A denialist bloviator named Thomas Mitchell opines in the Las Vegas Review-Journal that renewable energy is a waste of time and, well, energy. And furthermore, SOSHALIZM!
Our legislators, in all their perspicacity and foresight, have said, “Let there be renewable energy,” and gosh darn it, there will be renewable energy whether we need it or not and no matter the cost to the citizens of Nevada.
It’s good for us, and we’re going to swallow a full dose of it and turn “green.”
Um…okay. Sent May 5:
Mr. Mitchell’s asperity on the rising costs associated with renewable energy would be justified — if the scientific evidence didn’t show conclusively failing to transform our global energy economy away from fossil fuels will be exponentially costlier in the long run.
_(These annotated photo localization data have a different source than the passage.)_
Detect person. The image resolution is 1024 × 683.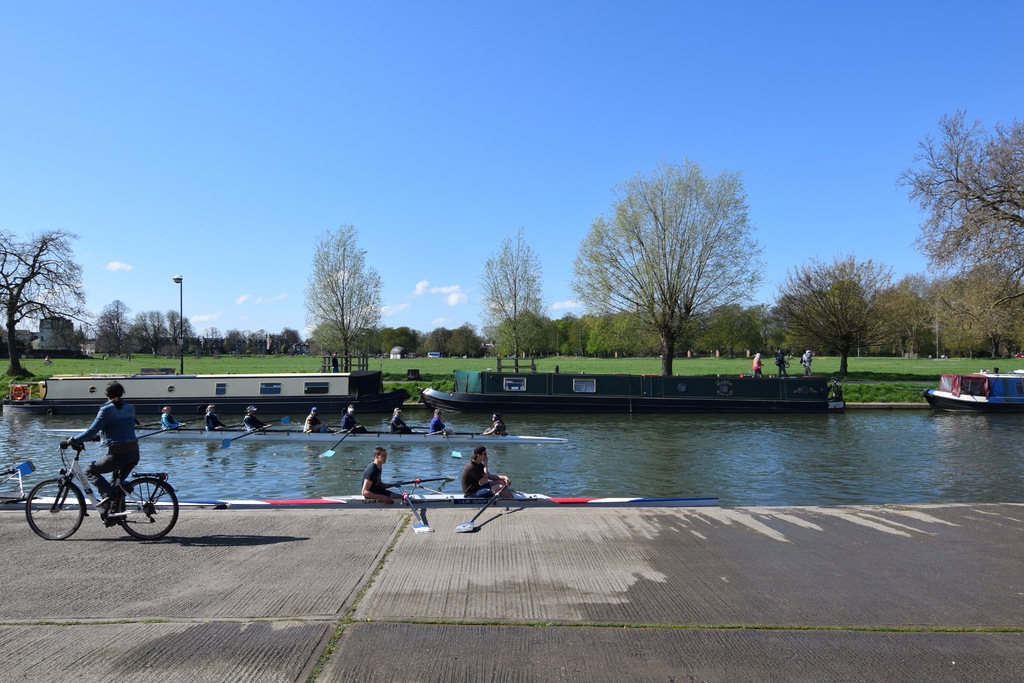
bbox(429, 404, 453, 436).
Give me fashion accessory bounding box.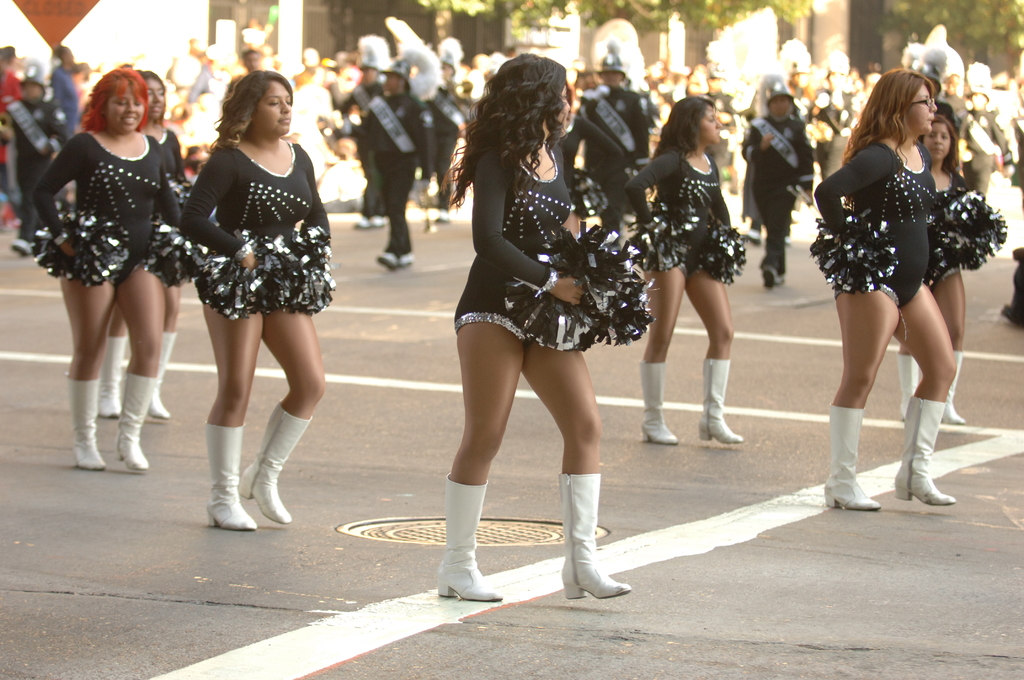
bbox(237, 401, 311, 525).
Two of the many things he’s chosen to ignore are that the U.S. heavily subsidizes petroleum with massive tax breaks for oil companies (which means that we pay more for our oil without realizing it), and that the environmental and health effects of burning coal are enormously expensive (which means that we pay extra for coal in the form of cleanup costs and medical expenses). Even if we don’t need renewable energy right now, it’s certain we’ll need it soon — and just because China burns coal doesn’t mean America gets to evade its responsibilities to future generations and to the world; that’s adolescent petulance, not thoughtful analysis.